Art in Nîmes

Katia Zoritch
Aug 9, 2017 · 4 min read

In Nîmes I rushed through the main streets to catch the last open hour at the Carré d’Art, a museum of modern art mirroring the delicate and compact (and almost intact!) Roman temple just across the street. I happened to see an exhibition called “A different way to move”, dedicated to the intersections in dance, music and visual art in New York in the 60s and 70s — to the recently deceased Trisha Brown as well as Yvonne Rainer and company.

Broadway 1602

There, in Nîmes, in a tucked away cradle of ancient civilization I found examples of dance documentation that are usually so hard to witness elsewhere. I have, for long, been thinking about “dance writing”, minute directions for body’s movements in space. One of the first articles that introduced me to my internship at n+1 magazine in New York was Lizzie Feidelson’s piece entitled “The Merce Cunningham Archives”. It speaks — in broad strokes, among many things — about the task of archiving choreography and preserving performance, at once a very precise and a fleeting, intangible subject.

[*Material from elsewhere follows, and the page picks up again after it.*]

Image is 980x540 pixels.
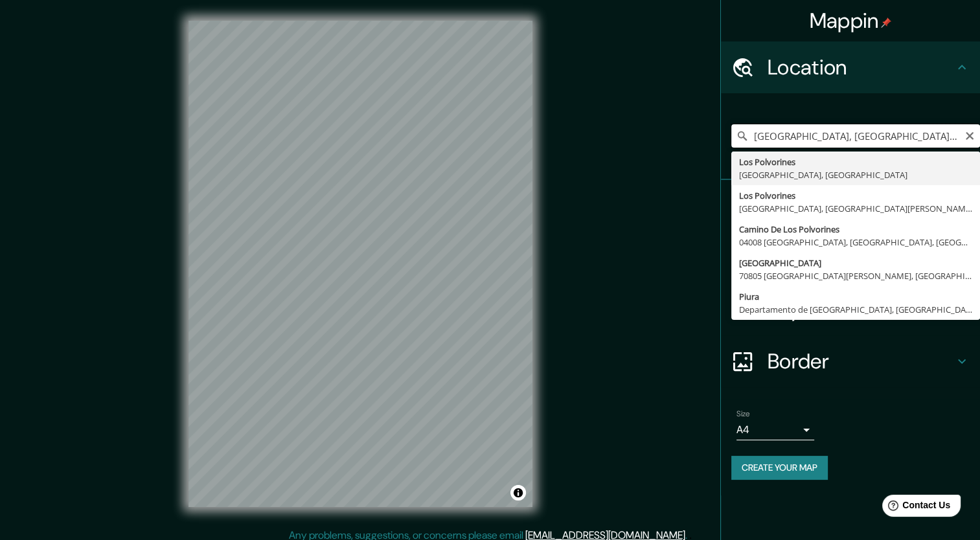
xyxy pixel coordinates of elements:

Here, at the Carré d’Art, I witnessed those exact instances of preservation, dance notations: meticulous arrangements carried out by Yvonne Rainer and Sol LeWitt, stage plans describing the architecture of the sequences, letters to the dancers pointing out exact gestures and patterns of behavior for every single one of them.

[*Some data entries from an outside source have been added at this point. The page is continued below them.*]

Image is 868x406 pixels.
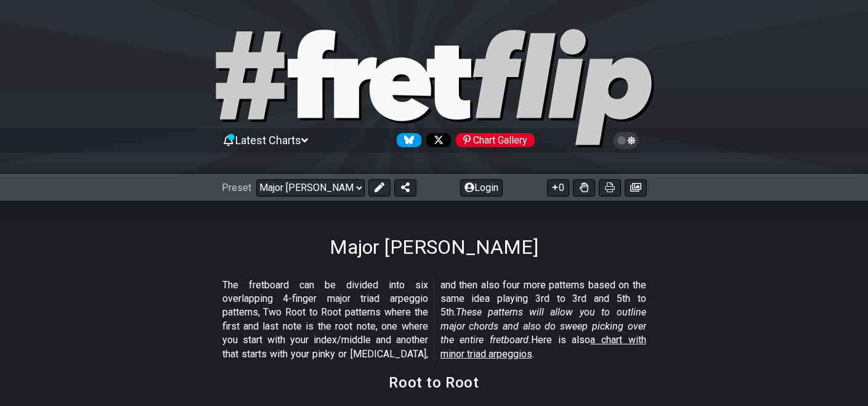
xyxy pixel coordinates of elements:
button: Toggle Dexterity for all fretkits [573,179,595,197]
button: Share Preset [394,179,416,197]
a: Follow #fretflip at X [421,133,451,147]
button: Login [460,179,503,197]
p: The fretboard can be divided into six overlapping 4-finger major triad arpeggio patterns, Two Roo... [222,279,646,361]
a: #fretflip at Pinterest [451,133,535,147]
button: Create image [624,179,646,197]
em: These patterns will allow you to outline major chords and also do sweep picking over the entire f... [441,306,646,346]
span: a chart with minor triad arpeggios [441,334,646,359]
span: Preset [222,182,251,194]
h1: Major [PERSON_NAME] [329,235,539,259]
button: Print [599,179,621,197]
select: Preset [256,179,365,197]
button: Edit Preset [368,179,390,197]
button: 0 [547,179,569,197]
span: Latest Charts [235,133,301,146]
span: Toggle light / dark theme [619,135,633,146]
h2: Root to Root [389,376,478,389]
a: Follow #fretflip at Bluesky [392,133,421,147]
div: Chart Gallery [456,133,535,147]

Yvonne Rainer,Duet from Terrain, 1963, Yvonne Rainer and Trisha Brown performing at Judson Memorial Church, New York

Some are really amusing: “When you arrive at points marked ‘x’, you must sit down for 10 bananas. […] set down your raisins and do your ‘standing-in-one-spot bird movement dance’”. Or: “When you are thru, roll the ball of string across the stage. Then: practice hand stands or cartwheels; or: Eat walnuts at points marked ‘x” ”.
The other — permanent — collection at the museum had spacious rooms and a medley of abstract pieces. I especially loved Sophie Calle’s portraits of people who lost their eyesight and remember the last things they saw before facing eternal darkness. An elderly woman lost her eyesight because her eye doctor mistook normal solution with some dangerous chemical. Her last visual memory is a blotch of a red bus arriving to the stop to take her home.

La Dernière Image. Aveugle au lever de soleil / The Last Image. Blind with sunrise, 2010, Copyright © Adagp, Paris 2012. Courtesy Galerie Perrotin

Another photograph shows a middle-aged man who remembers stepping onto his hospital balcony to see the sun rise above the seaport of Instanbul before undergoing a risky operation. He was saying goodbye to the colors of dusk at Bosphorus, trying to rememebr them in order to save the picture in the tenebruous backstage of his mental memory.

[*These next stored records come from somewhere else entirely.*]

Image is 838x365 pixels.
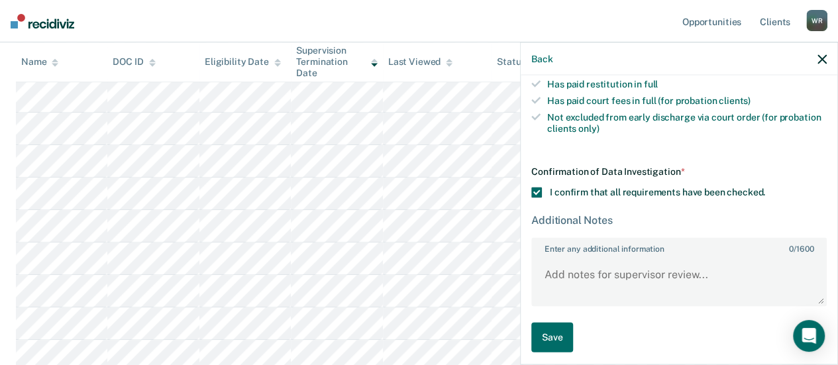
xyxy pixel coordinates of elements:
span: clients) [719,95,751,106]
span: full [644,79,658,89]
div: Additional Notes [531,214,827,227]
div: Has paid court fees in full (for probation [547,95,827,107]
div: Eligibility Date [205,56,281,68]
button: Back [531,53,552,64]
div: Confirmation of Data Investigation [531,166,827,177]
div: Name [21,56,58,68]
span: / 1600 [789,244,813,253]
span: 0 [789,244,794,253]
div: Has paid restitution in [547,79,827,90]
span: I confirm that all requirements have been checked. [550,187,765,197]
div: Not excluded from early discharge via court order (for probation clients [547,112,827,134]
div: Last Viewed [388,56,452,68]
div: DOC ID [113,56,155,68]
div: Status [497,56,525,68]
div: W R [806,10,827,31]
span: only) [578,123,599,133]
div: Open Intercom Messenger [793,320,825,352]
label: Enter any additional information [533,238,825,253]
div: Supervision Termination Date [296,45,377,78]
button: Save [531,323,573,352]
img: Recidiviz [11,14,74,28]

In a way, this documentary art piece speaks precisely about the loss of visual documentation. In the cases of Merce Cunningham and Yvonne Rainer it can bring dramatic consequences as their work only exists through an experience of speechless spectacle. This summer, having lost two months of contacts, notes, photographs and phone memory, I have gone through a microloss of visual material as well. In the cases of Sophie Calle’s characters the experience is, of course, immensely more radical and painful. It is the source of all visual immediacy and contact that is cut off like an umbilical cord connecting them to the world. The question is: what and how do we (manage to) see when we only have our imagination and mind space to rely upon? This same question applies to prisoners whose visual reality is confined to the bare walls of a prison cell. That is the reason I was (/am) so curious to see Olivier Py’s production of “Hamlet” with prisoners of Avignon-Le Pontet correctional center showed at the Avignon Theatre festival this July. He has skillfully worked with their minds and their conscious(ness) by bringing in a piece of different reality that has visualized itself in their acting of it.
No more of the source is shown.